My breath turns shallow, panic crackling across my skin. When my narrow tunnel vision widens, I see what he sees. Multiple empty portraits, blank spaces where people have been stripped away.
No.
This can’t mean they’re permanently erased from this version of our reality.
But we hadn’t fully considered the implications of William’spresence here, had we? If our universes are somehow connected, if he never goes back, it would mean he never continued to live out his existence in his timeline.
It’s as though Earth’s rotational axis tilts in the opposing direction, jerking my world off-kilter. A high-pitched ring fills my ears. I don’t believe this. I need to sit down. I need to—
My back slides against the wall as I slip down to the cold linoleum floor.
And then Sumner’s kneeling beside me, saying my name over and over again. He sounds distant compared to my own heavy breaths filling my ears. The pain in my stomach intensifies. Spots like silver stars blink in and out of my line of vision. Every single nerve along my legs feels like pulsating hot waves.
“Delaney, hey.” Concern creases between his brows. “Are you okay?”
I push sweaty strands of hair away from my forehead, my fingers coming into contact with my headband. “I need to sit for a second,” I manage. My head tips against the wall, frantic eyes clinging to his. “Do you know what this means?”
Sumner’s Adam’s apple pulses as he swallows. “I have my guesses,” he says, voice ragged. “And I think my theory may align with yours.”

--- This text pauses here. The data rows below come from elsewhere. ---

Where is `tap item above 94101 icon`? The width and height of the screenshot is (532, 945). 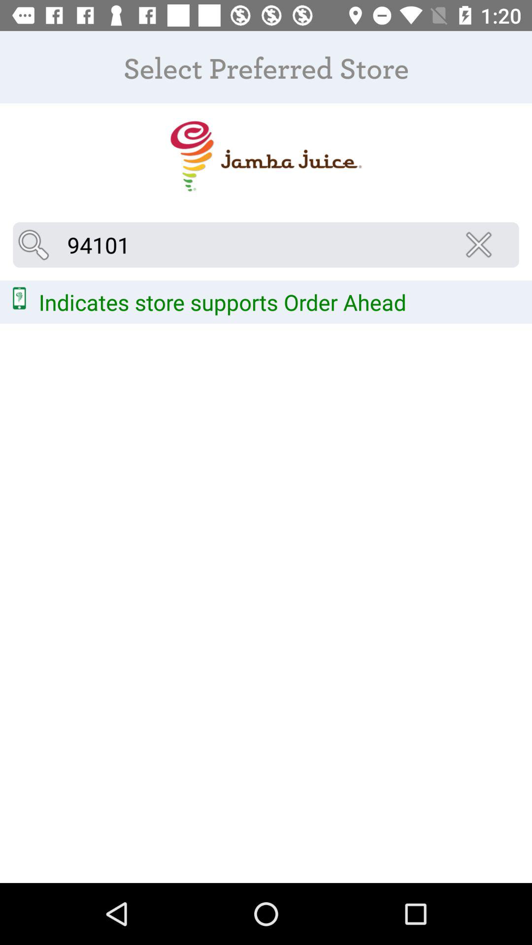 tap item above 94101 icon is located at coordinates (265, 157).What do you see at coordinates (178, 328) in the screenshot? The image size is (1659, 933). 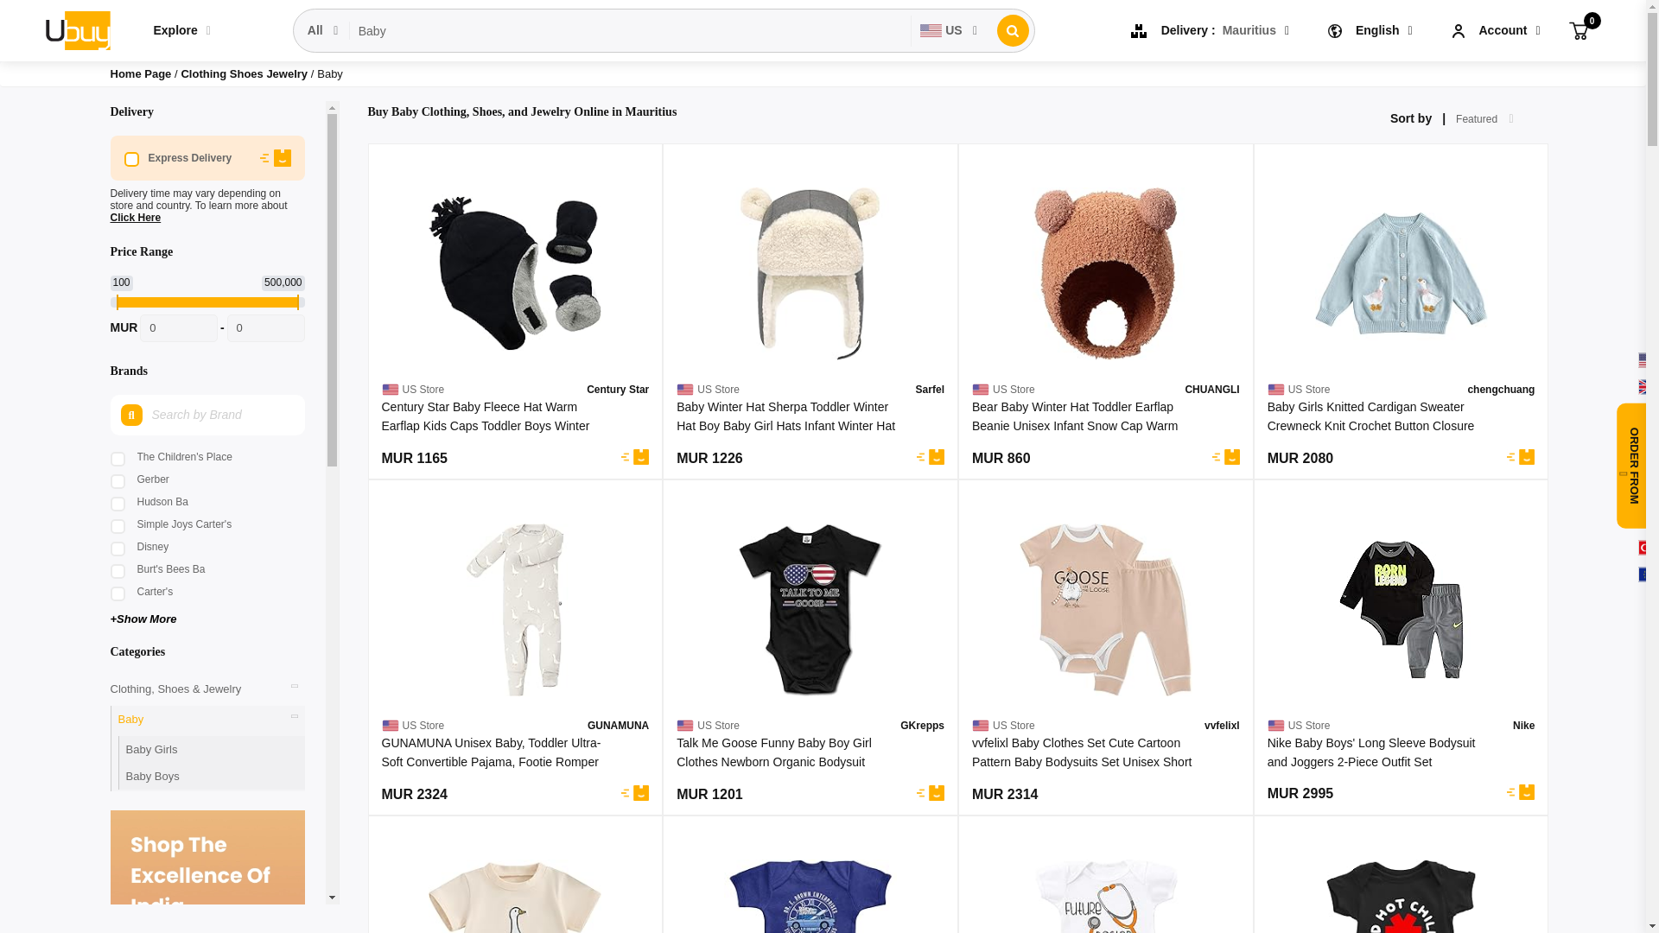 I see `0` at bounding box center [178, 328]. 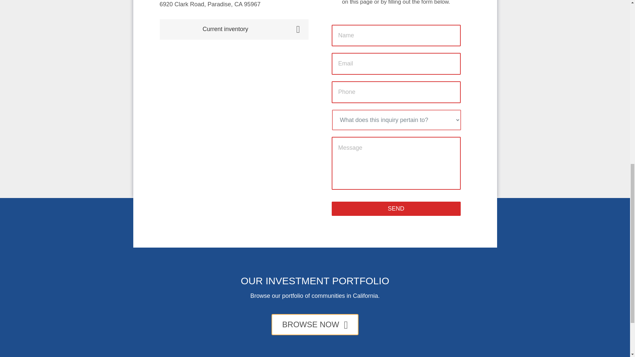 I want to click on SEND, so click(x=396, y=209).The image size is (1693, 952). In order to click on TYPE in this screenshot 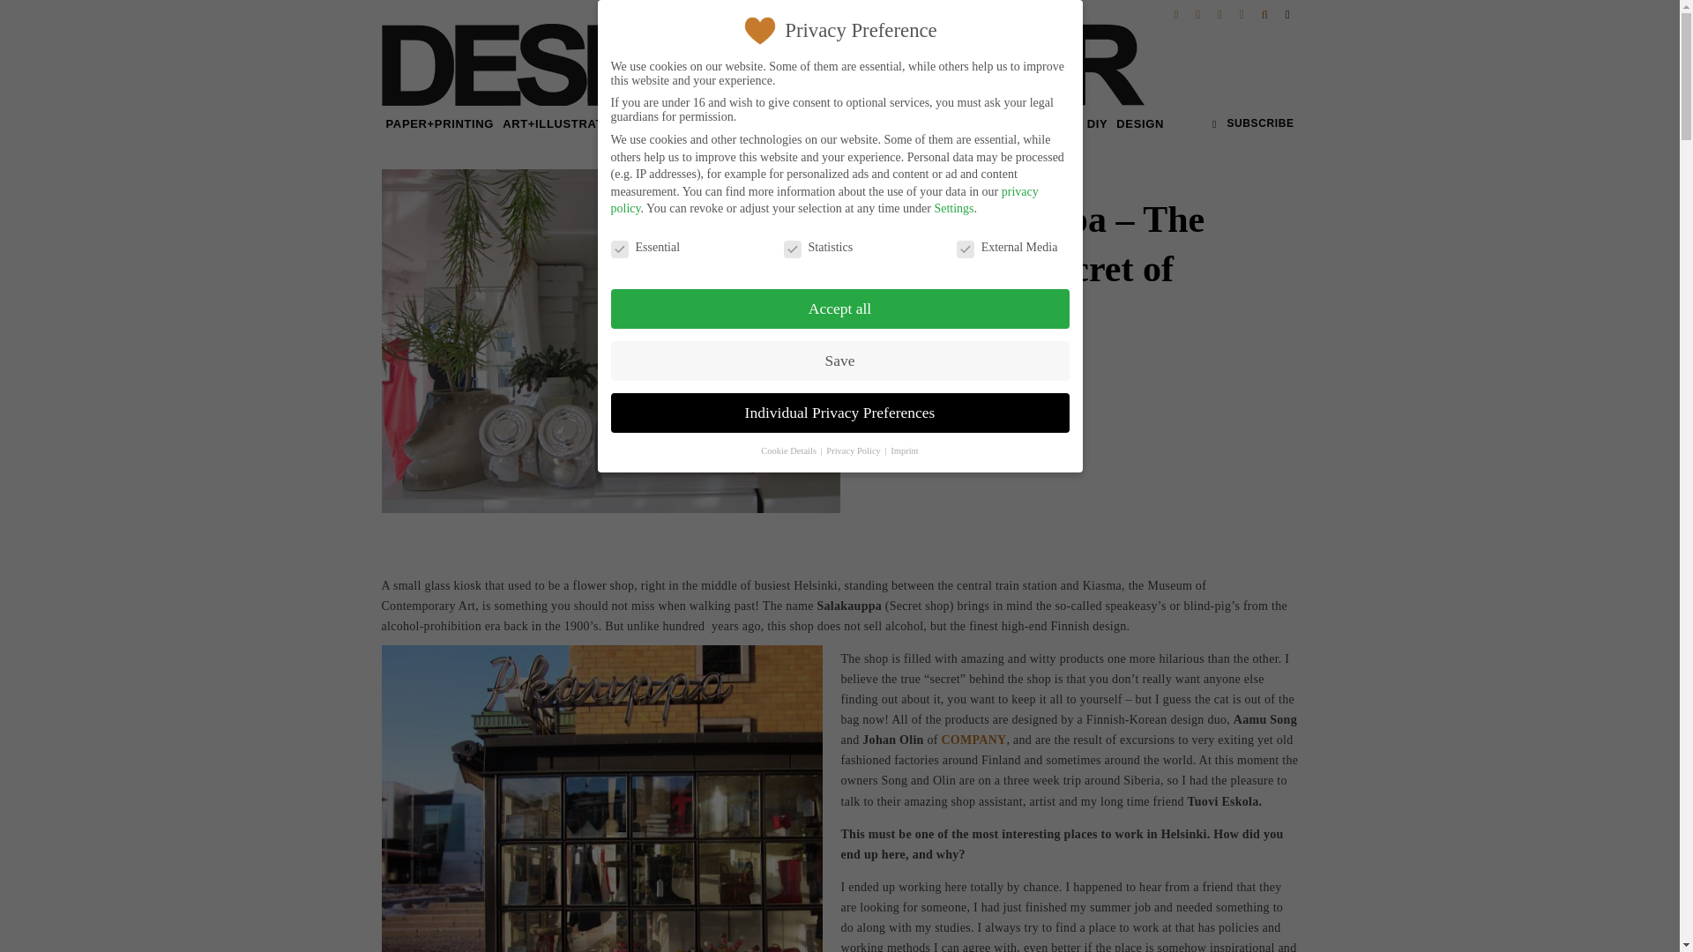, I will do `click(650, 123)`.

I blink away tears. Of course he sees this for what it is. My heart doesn’t want to accept it, but my mind already has. William unknowingly created a hiccup in time, one that comes at a cost to our present reality.
Our universe is aware of its own anomaly. And it’s rejecting it.

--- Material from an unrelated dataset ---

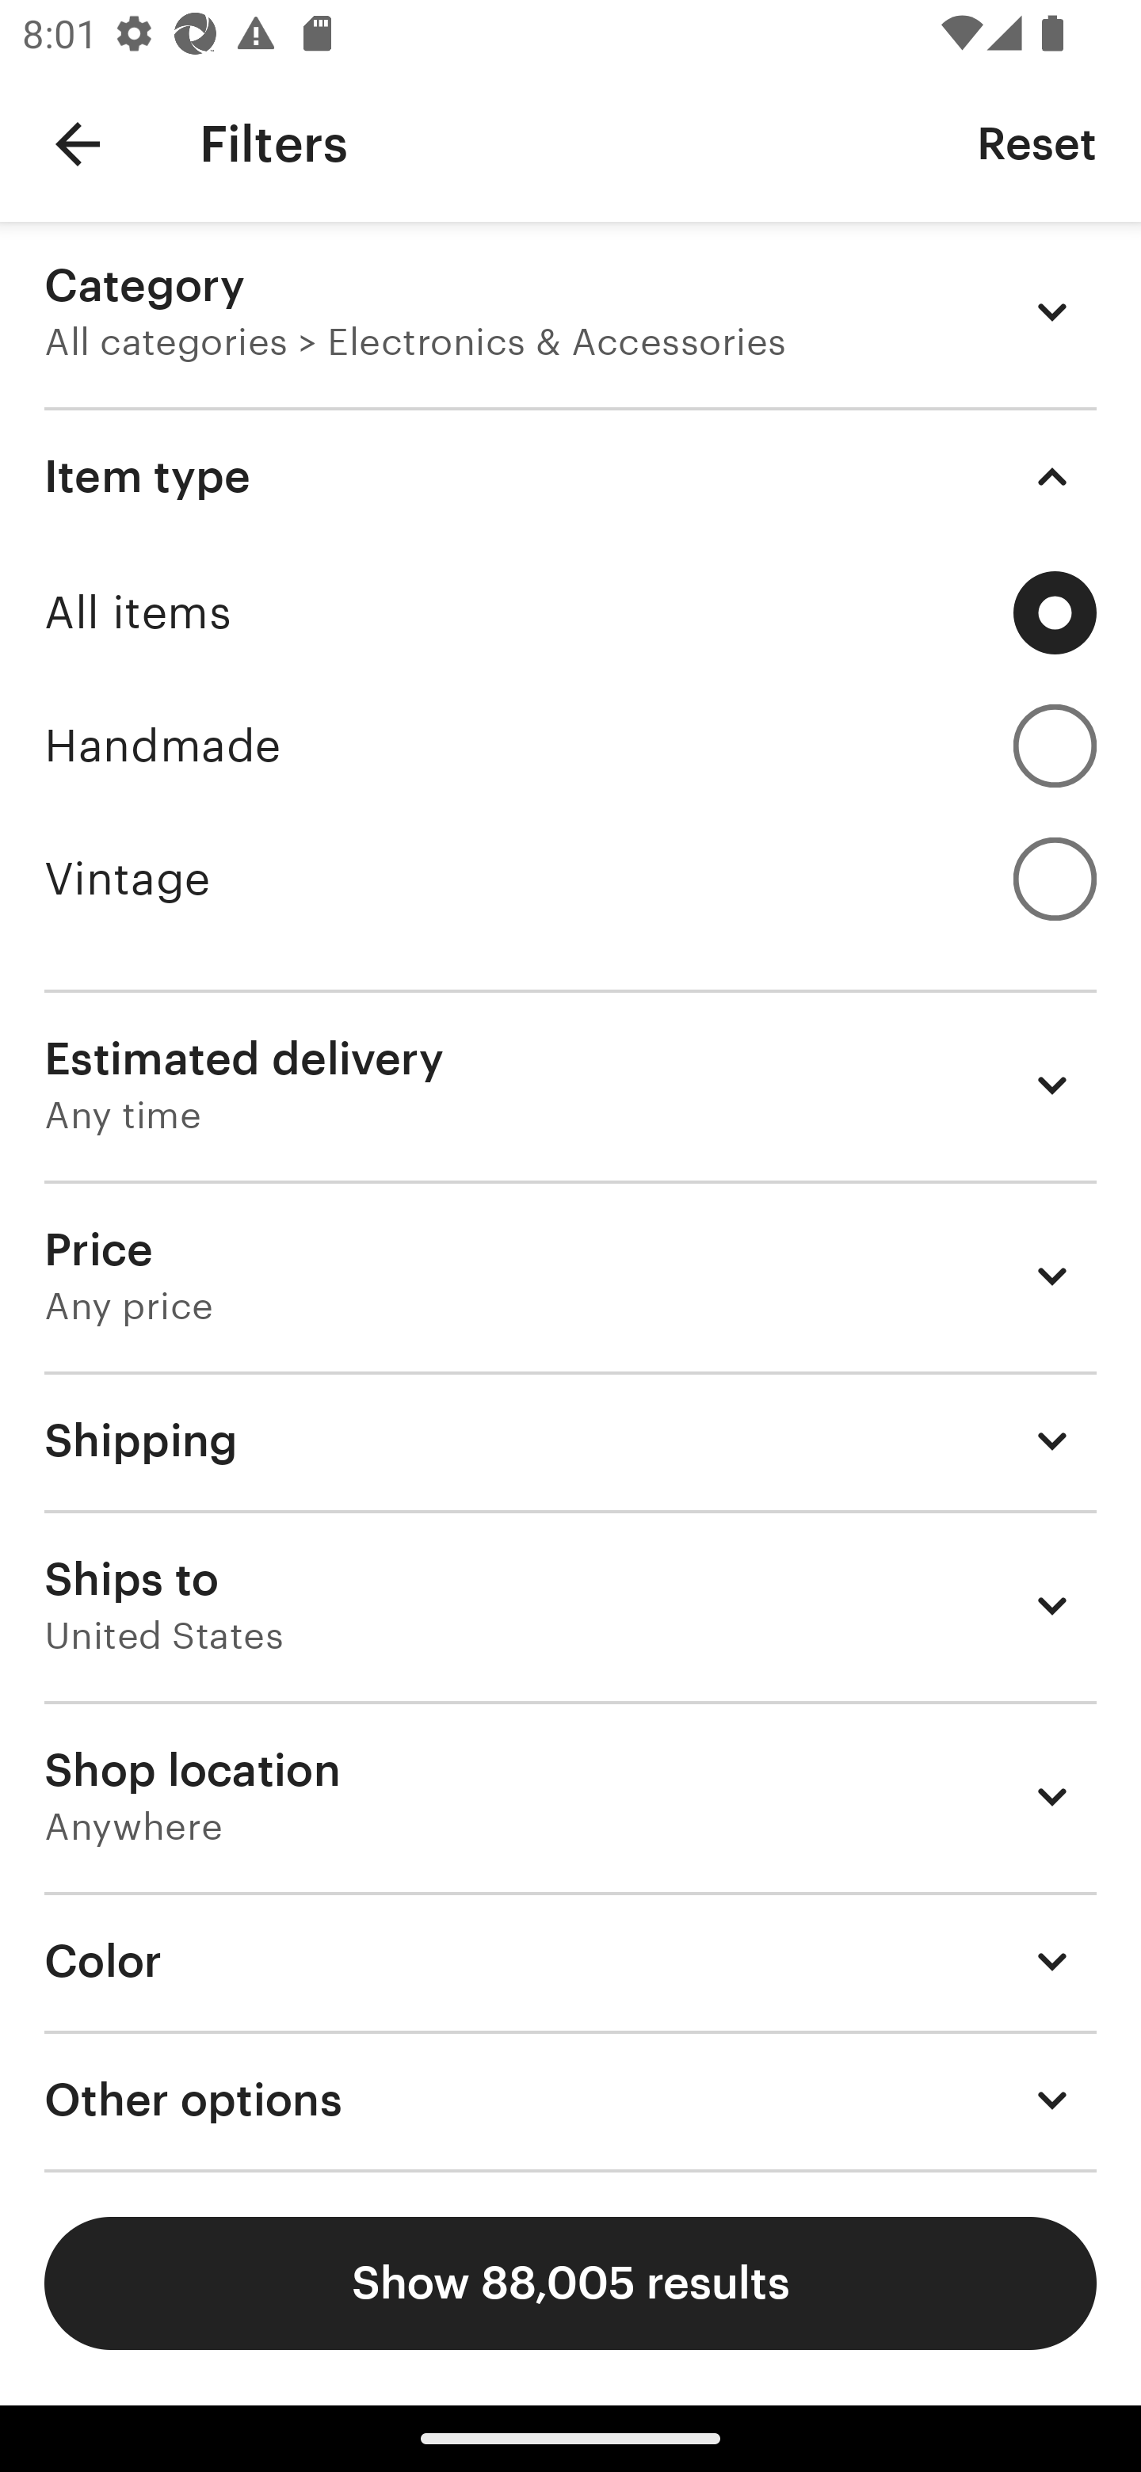 This screenshot has height=2472, width=1141. I want to click on Color, so click(570, 1961).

It’s a theory, but the evidence is on the wall. He is the cause; the effect is not only the disappearance of the school, but the trajectory of everyone and everything it’s impacted. The people who came here to study or teach will go on to live other life paths instead, forgetting their time here as though Ivernia never existed. It’s already happening.
If William is unable to live out the rest of his life in his own timeline, if he doesn’t go on to follow the same path, then he’ll never build Ivernia and none of this will be here—these pictures, this hallway, this campus. This place, my very first home.

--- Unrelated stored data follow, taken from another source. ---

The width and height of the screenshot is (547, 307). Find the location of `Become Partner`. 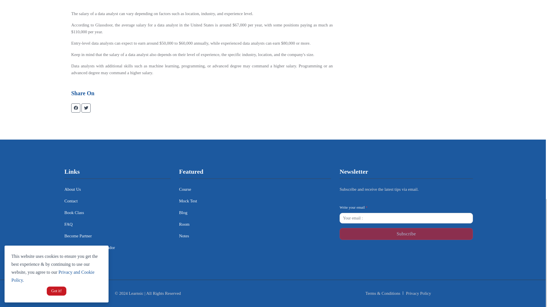

Become Partner is located at coordinates (78, 236).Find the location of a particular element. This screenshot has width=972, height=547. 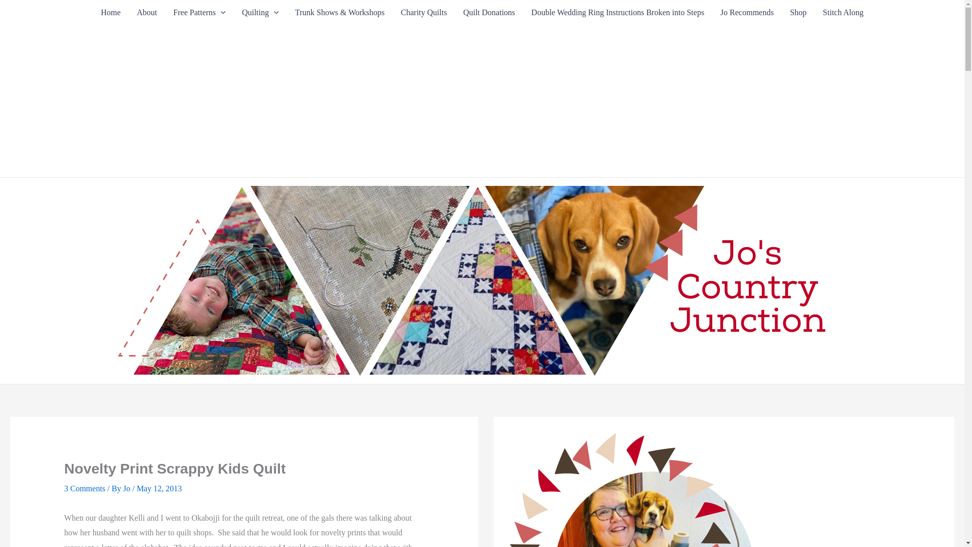

About is located at coordinates (147, 12).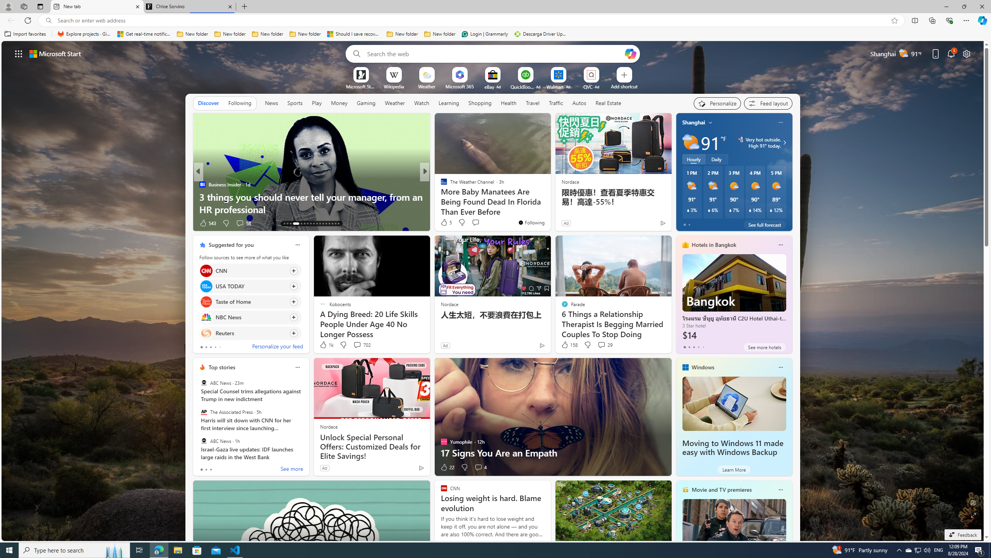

It is the single most terrifying revelation. I desperately want Sumner to convince me I’m wrong, though I know he won’t. He seeks answers rooted in logic, and although this theory seems otherworldly, he can’t deny the proof. This is evidence, no matter how far-fetched.
“I’m so sorry,” Sumner whispers, finding the understanding written in my worry. “I’ll do whatever it takes to try to fix this.”
I’d stupidly believed we could take our time because wehadtime. That there weren’t any consequences to William staying. And yet, there are. Irreversible ramifications.
We were focused on the wrong thing, worried about saving Ivernia from falling into the wrong hands and permanently closing. The gala doesn’t matter now. Soon there won’t be anything to save. Not if we can’t figure out how to recalibrate the timelines.
Hot tears slide down my face. “What if wecan’t?”
Sumner rolls off his shins and leans his back against the wall, stretching out his legs. He runs a hand through his hair. Thoughts race behind his eyes.
“There’s more you’re not telling me,” I say quietly.
His eyes drop to his hands, and I know what he’s about to say won’t be good.
“Please,” I urge.
I shift toward him, heart pounding. He’s hesitant to go on. It’s in the way his arms cross, how he nervously taps his pointer against his elbow.
“Do you remember,” he starts, “the first time we met in Danforth’s room? One of the posters was missing from the wall by the time we left. I was exhausted—between crew and William badgering me with questions—so I convinced myself I was seeing things. But then we went back and…I wasn’t wrong.”
Then it dawns on me.
“The first time we met in the lounge,” I whisper, dread thickening in my stomach, “you sat on that chair and it broke—”
“The back leg disappeared.” He tugs at the hair at the crown of his head. “And the rest did too, eventually. I mean, have you seen it lately?”
Burning anxiety skates across my nerves. I tuck my knees close, elbows sinking into my thighs as I squeeze my temples with my palms. If these are things we’ve noted, what about everything that’s gone unnoticed?